×

Warning

JUser: :_load: Unable to load user with ID: 449

Ming-Sung Kuo-郭銘松

Dr Ming-Sung Kuo joined Warwick Law School as an assistant professor in 2010. His research interests are in the fields of constitutional and legal theory, comparative constitutional law (including USA, Europe, and East Asia), administrative law and regulatory theory, and public international law. His recent scholarship has been focused on the issues of legitimacy in relation to the rise of transnational legal orders and the changing relationship between normalcy and exception in the tendency toward what he terms constitutional presentism in contemporary constitutional developments. He has also written on global constitutionalism and global administrative law (with emphasis on transnational governance and postnational legality), European constitutionalism and integration, and the role of judicial review and its bootstrapping in the context of Taiwan's democratic transition. Dr Kuo's publications have appeared in the leading law journals in his fields, including Modern Law Review, International Journal of Constitutional Law, European Journal of International Law, Ratio Juris, and Oxford Journal of Legal Studies. All of Dr Kuo's work on SSRN can be accessed at http://ssrn.com/author=1199599.
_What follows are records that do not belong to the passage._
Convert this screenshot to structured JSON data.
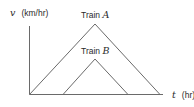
{
  "diagram": {
    "y_axis": {
      "variable": "v",
      "units": "(km/hr)"
    },
    "x_axis": {
      "variable": "t",
      "units": "(hr)"
    },
    "curves": [
      {
        "label_prefix": "Train ",
        "label_var": "A",
        "start_x": 29,
        "peak_x": 95,
        "peak_y": 24,
        "end_x": 160
      },
      {
        "label_prefix": "Train ",
        "label_var": "B",
        "start_x": 63,
        "peak_x": 95,
        "peak_y": 59,
        "end_x": 128
      }
    ],
    "colors": {
      "line": "#6a6a6a",
      "text": "#2a2a2a"
    }
  }
}
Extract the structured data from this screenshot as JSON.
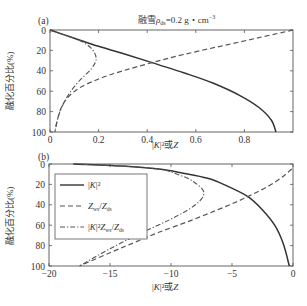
{
  "chart_data": [
    {
      "type": "line",
      "panel": "(a)",
      "title": "融雪ρ_ds=0.2 g・cm⁻³",
      "xlabel": "|K|²或Z",
      "ylabel": "融化百分比(%)",
      "xlim": [
        0,
        1.0
      ],
      "ylim": [
        100,
        0
      ],
      "y_inverted": true,
      "xticks": [
        "0",
        "0.2",
        "0.4",
        "0.6",
        "0.8"
      ],
      "yticks": [
        "0",
        "20",
        "40",
        "60",
        "80",
        "100"
      ],
      "grid": false,
      "series": [
        {
          "name": "|K|²",
          "style": "solid",
          "x": [
            0,
            0.1,
            0.2,
            0.3,
            0.42,
            0.55,
            0.67,
            0.78,
            0.86,
            0.91,
            0.93
          ],
          "y": [
            0,
            8,
            16,
            23,
            32,
            42,
            52,
            64,
            76,
            88,
            100
          ]
        },
        {
          "name": "Z_ws/Z_ds",
          "style": "dashed",
          "x": [
            1.0,
            0.85,
            0.7,
            0.55,
            0.42,
            0.3,
            0.2,
            0.12,
            0.07,
            0.04,
            0.02
          ],
          "y": [
            0,
            8,
            16,
            24,
            32,
            40,
            48,
            57,
            67,
            80,
            100
          ]
        },
        {
          "name": "|K|²Z_ws/Z_ds",
          "style": "dashdot",
          "x": [
            0,
            0.06,
            0.12,
            0.17,
            0.19,
            0.17,
            0.12,
            0.08,
            0.05,
            0.03,
            0.02
          ],
          "y": [
            0,
            5,
            10,
            18,
            28,
            38,
            50,
            62,
            75,
            88,
            100
          ]
        }
      ]
    },
    {
      "type": "line",
      "panel": "(b)",
      "title": "",
      "xlabel": "|K|²或Z",
      "ylabel": "融化百分比(%)",
      "xlim": [
        -20,
        0
      ],
      "ylim": [
        100,
        0
      ],
      "y_inverted": true,
      "xticks": [
        "-20",
        "-15",
        "-10",
        "-5",
        "0"
      ],
      "yticks": [
        "0",
        "20",
        "40",
        "60",
        "80",
        "100"
      ],
      "grid": false,
      "legend": {
        "position": "upper left",
        "entries": [
          "|K|²",
          "Z_ws/Z_ds",
          "|K|²Z_ws/Z_ds"
        ]
      },
      "series": [
        {
          "name": "|K|²",
          "style": "solid",
          "x": [
            -18,
            -14,
            -11,
            -9,
            -7,
            -5.5,
            -3.7,
            -2.5,
            -1.5,
            -0.8,
            -0.3
          ],
          "y": [
            0,
            2,
            5,
            9,
            14,
            21,
            32,
            45,
            60,
            78,
            100
          ]
        },
        {
          "name": "Z_ws/Z_ds",
          "style": "dashed",
          "x": [
            -0.1,
            -1.5,
            -3.7,
            -6,
            -8.5,
            -11,
            -13,
            -15,
            -17.5
          ],
          "y": [
            5,
            18,
            32,
            44,
            56,
            67,
            77,
            87,
            100
          ]
        },
        {
          "name": "|K|²Z_ws/Z_ds",
          "style": "dashdot",
          "x": [
            -18,
            -14,
            -11,
            -9.5,
            -8.2,
            -7.3,
            -8,
            -10,
            -12.5,
            -15,
            -17.5
          ],
          "y": [
            0,
            2,
            5,
            10,
            17,
            28,
            40,
            54,
            68,
            83,
            100
          ]
        }
      ]
    }
  ],
  "labels": {
    "panel_a": "(a)",
    "panel_b": "(b)",
    "title_prefix": "融雪",
    "title_rho": "ρ",
    "title_sub": "ds",
    "title_value": "=0.2 g・cm",
    "title_exp": "−3",
    "xlabel_a": "|K|²或Z",
    "xlabel_b": "|K|²或Z",
    "ylabel_a": "融化百分比(%)",
    "ylabel_b": "融化百分比(%)",
    "legend_1": "|K|²",
    "legend_2": "Z",
    "legend_2_sub": "ws",
    "legend_2_mid": "/Z",
    "legend_2_sub2": "ds",
    "legend_3": "|K|²Z",
    "legend_3_sub": "ws",
    "legend_3_mid": "/Z",
    "legend_3_sub2": "ds"
  }
}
Dr Ming-Sung Kuo holds a JSD and an LLM from Yale University in the United States and receives his primary legal education in Taiwan where he earned his LLB and first LLM from National Taiwan University. Before continuing to pursue his doctoral studies, he served as a law clerk to Justice Dr. Tze-chien Wang at Taiwan's Constitutional Court. After passing the general examination for his PhD in Law candidacy at National Taiwan University, he studied at Yale Law School under a Taiwan government scholarship. Following the completion of his doctoral dissertation at Yale, he held postdoctoral research positions in the United States and Europe, including a Max Weber Fellowship at European University Institute in Florence, Italy and a postdoctoral research fellowship at the Max Planck Institute for Comparative Public Law and International Law in Heidelberg, Germany.